Classroom Talk, Discussion, and Academic Discourse 

 

When students explain, question, and argue about ideas out loud, they deepen their

understanding and practice academic language. Structured talk routines make sure that

many students, not just a few, get to do the heavy thinking in class. 

 

Why this matters 

        Students deepen understanding when they explain, question, and argue about ideas out loud, not just listen or complete worksheets. 

        Research on dialogic and academically focused talk links these practices to gains in language, reasoning, and content learning. 

What it is 

        Academic discourse: purposeful talk about ideas using subject-specific vocabulary, evidence, and reasoning. 

        Structured discussion: routines and norms (for example, think-pair-share, Socratic seminar) that ensure many students participate-not just a few. 

Key classroom moves 

        Use planned talk routines every day (for example, turn-and-talk after a key question). 

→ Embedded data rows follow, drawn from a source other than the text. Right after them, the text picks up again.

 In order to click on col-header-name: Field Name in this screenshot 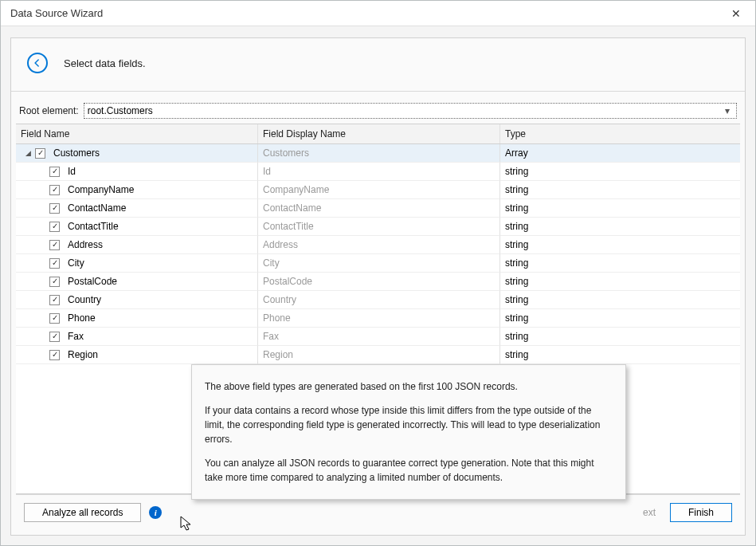, I will do `click(137, 134)`.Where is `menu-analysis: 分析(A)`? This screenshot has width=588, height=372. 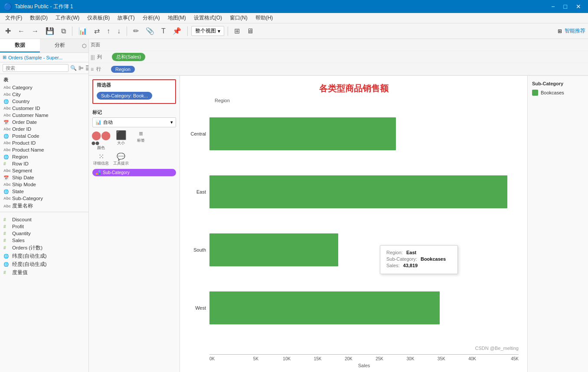
menu-analysis: 分析(A) is located at coordinates (151, 18).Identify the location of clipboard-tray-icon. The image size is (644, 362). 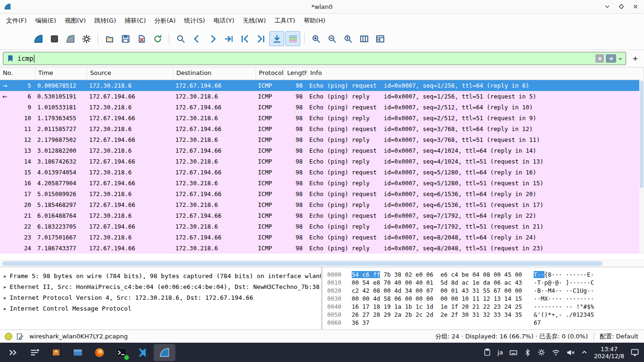
(487, 353).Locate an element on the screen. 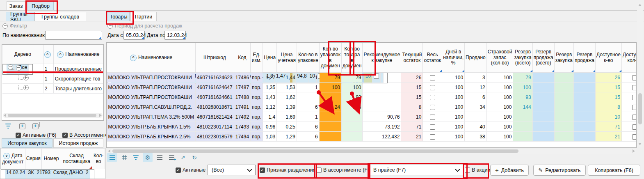 This screenshot has height=179, width=644. column-header: Номер is located at coordinates (51, 159).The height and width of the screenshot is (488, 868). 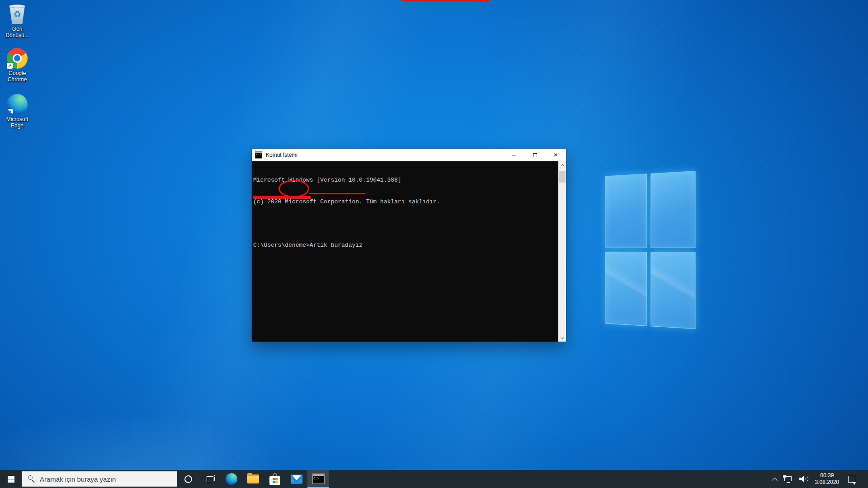 What do you see at coordinates (788, 479) in the screenshot?
I see `network-icon` at bounding box center [788, 479].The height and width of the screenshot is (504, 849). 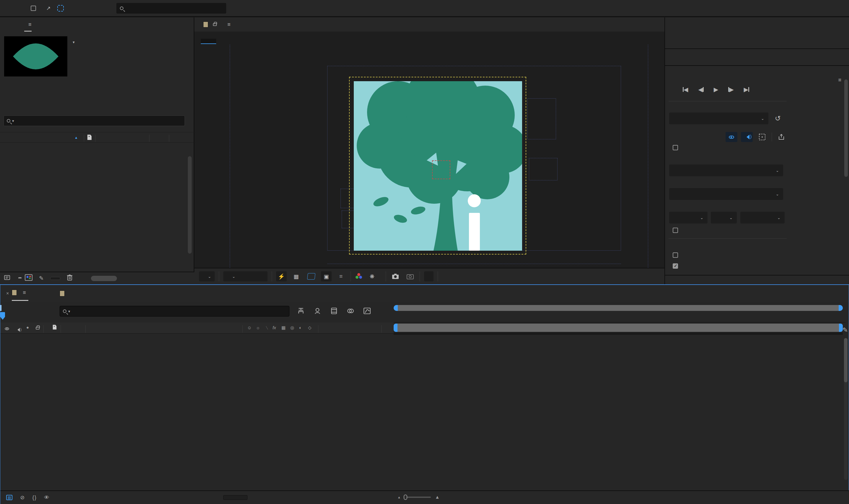 I want to click on properties-scrollbar, so click(x=846, y=128).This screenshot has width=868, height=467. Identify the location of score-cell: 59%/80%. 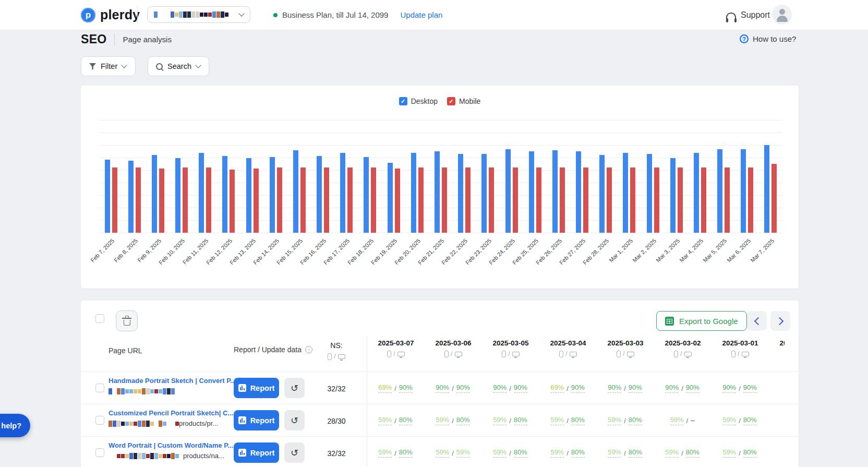
(395, 421).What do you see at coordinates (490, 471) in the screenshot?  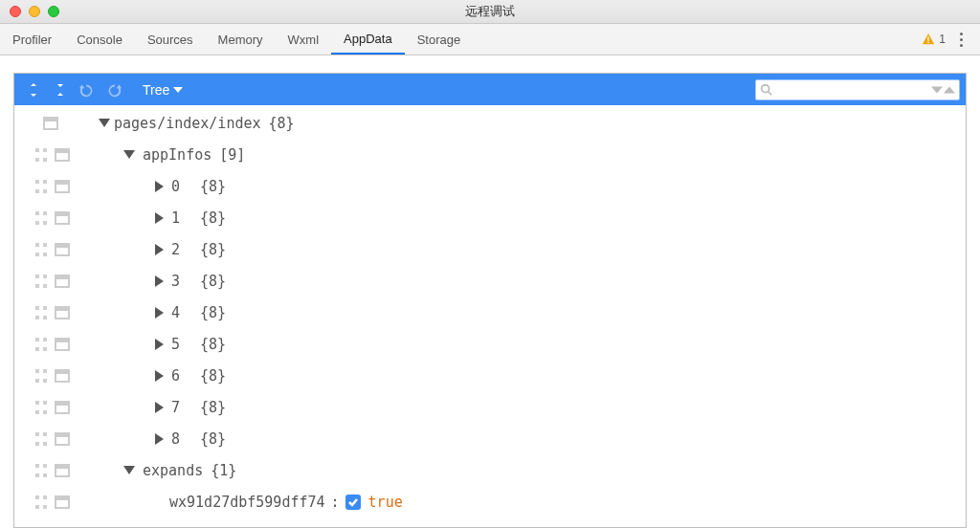 I see `tree-expands-row: expands {1}` at bounding box center [490, 471].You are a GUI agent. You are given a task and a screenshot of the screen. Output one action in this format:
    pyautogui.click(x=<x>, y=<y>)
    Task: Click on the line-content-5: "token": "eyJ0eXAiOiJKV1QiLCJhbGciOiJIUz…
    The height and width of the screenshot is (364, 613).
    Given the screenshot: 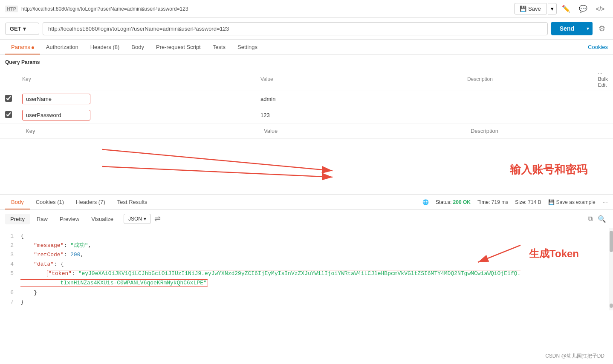 What is the action you would take?
    pyautogui.click(x=312, y=278)
    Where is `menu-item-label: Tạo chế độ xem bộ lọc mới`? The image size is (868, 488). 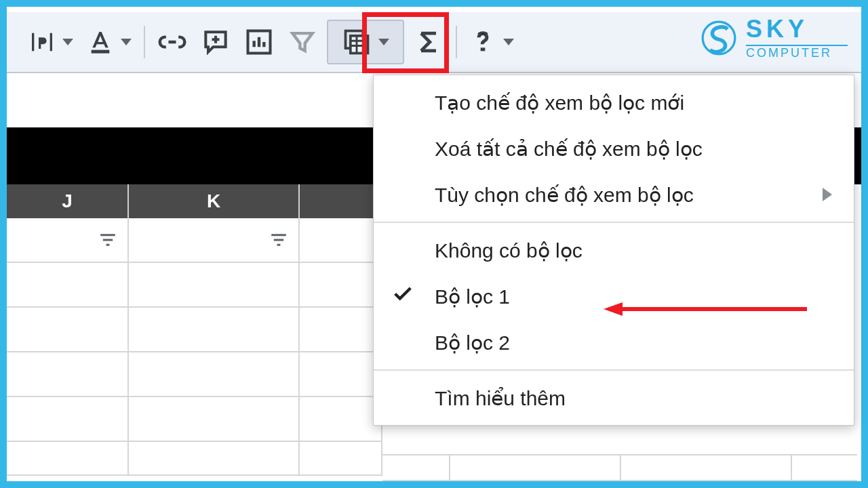
menu-item-label: Tạo chế độ xem bộ lọc mới is located at coordinates (559, 103).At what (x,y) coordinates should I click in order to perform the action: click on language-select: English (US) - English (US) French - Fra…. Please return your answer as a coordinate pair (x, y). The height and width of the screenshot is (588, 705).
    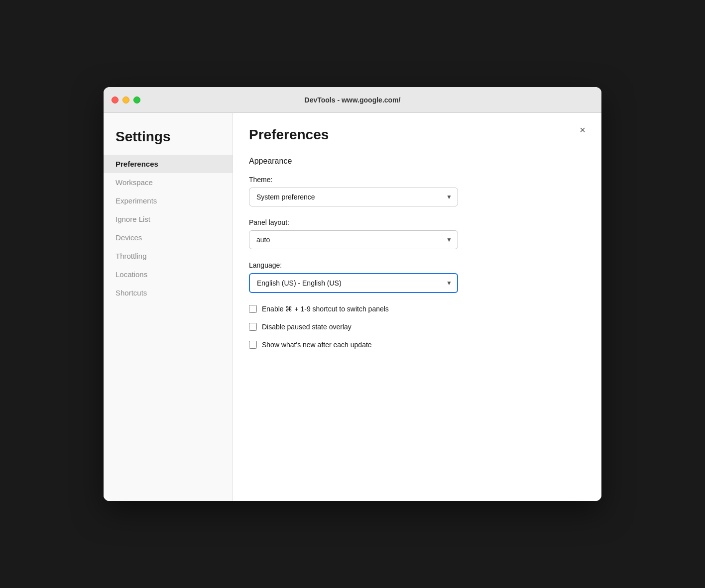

        Ask open questions that require explanation, comparison, or justification instead of one-word answers. 

        Teach and display sentence stems that help students agree, disagree, and build on ideas respectfully. 

        Actively monitor who is talking; prompt quieter students and limit over-participation by a few voices. 

        Connect student comments back to the learning target and key vocabulary.  


         

Implications by grade 

 

Grades K–2

        Use pair and small-group sharing with simple stems (“I noticed…”, “I think…”). 

        Have students retell stories or explain how they solved a problem to a partner. 

Grades 3– 5

        Introduce accountable talk stems and practice them in whole-group discussions. 

        Use small-group discussions before whole-group share outs so more students have a chance to talk. 

Grades 6– 8

        Plan regular structured discussions (Socratic seminars, debates, math talks) with clear roles and expectations. 

        Ask students to reference the text, data, or diagrams when they speak. 

Grades 9– 12

        Use seminar-style discussions around complex texts, lab results, or historical issues. 

        Teach explicit norms for academic disagreement and require evidence- based reasoning in discussions. 

References 

Mercer, N., & Dawes, L. (2014). The study of talk between teachers and students, from

the 1970s until the 2010s. Oxford Review of Education, 40(4), 430 –445.